Lisa Gwyther
Lisa Gwyther is author of You Are One of Us: Successful Clergy-Church Connections to Alzheimer’s Families (Duke University Medical Center, 1994) and director of the Alzheimer’s Family Support program at Duke University Medical Center.
Lisa Gwyther is author of You Are One of Us: Successful Clergy-Church Connections to Alzheimer’s Families (Duke University Medical Center, 1994) and director of the Alzheimer’s Family Support program at Duke University Medical Center.
Read a column by New York Times op-ed writer Ross Douthat reflecting on Christopher Hitchens’ life.
The Rev. David Keck is a Presbyterian minister who teaches pastoral education at Duke University.
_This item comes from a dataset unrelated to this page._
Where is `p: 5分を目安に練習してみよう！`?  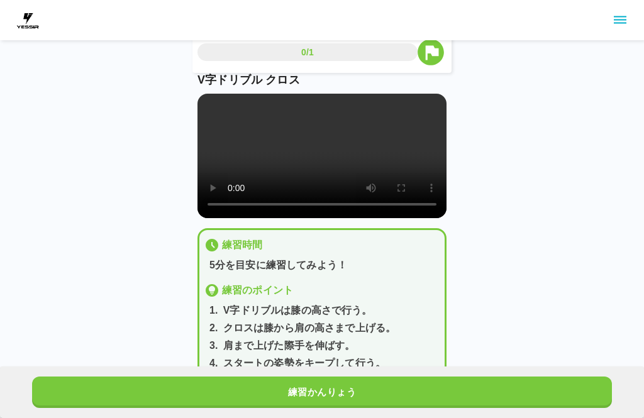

He is the author of Forgetting Whose We Are: Alzheimer’s Disease and the Love of God. He is also pastor at Northgate Presbyterian Church in Durham, N.C.
At The Tablet, the online Jewish periodical, Marc Tracy explores how Christopher Hitchens’ late-in-life discovery of his Jewish roots affected his writing.
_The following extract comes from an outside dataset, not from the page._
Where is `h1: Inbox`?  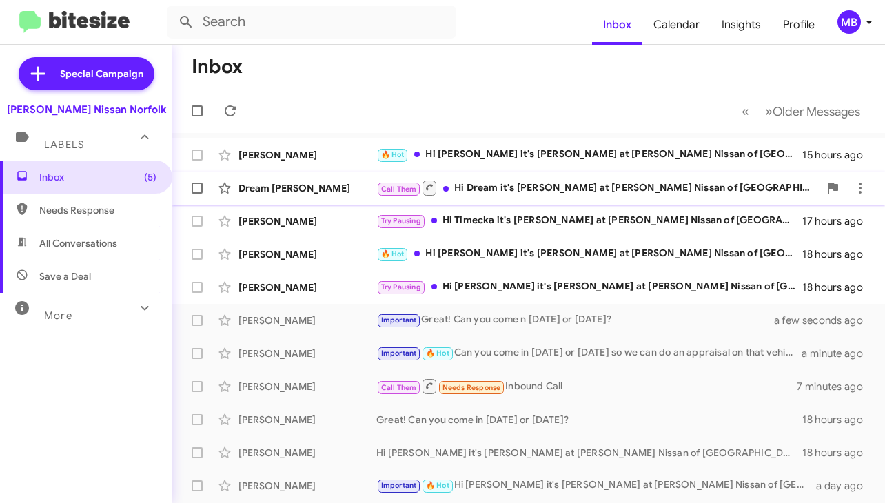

Read a column at CNN.com by Larry Alex Taunton, a Christian apologist and head of the Fixed Point Foundation who frequently debated Christopher Hitchens on religion. Taunton reflects on Hitchens’ death.
Glen Milstein is an assistant professor of psychology at City College of New York. He studies collaboration between clergy and mental health professionals, with a focus on religion.
Ramonia Lee is minister for congregational life at Interfaith Chapel in the retirement community Leisure World in Silver Spring, Md., a member of the National Interfaith Coalition on Aging and a mentor in a national program to encourage the involvement of professionals of color with aging issues.
Read an essay by Russell D. Moore, dean of the school of theology at Southern Baptist Theological Seminary reflecting on Christopher Hitchens’ death.
Read a column by Peter Hitchens, who is a devout Anglican and apologist for Christianity. Hitchens remembers his brother Christopher and reflects on how their views on faith — and other matters — divided and united them.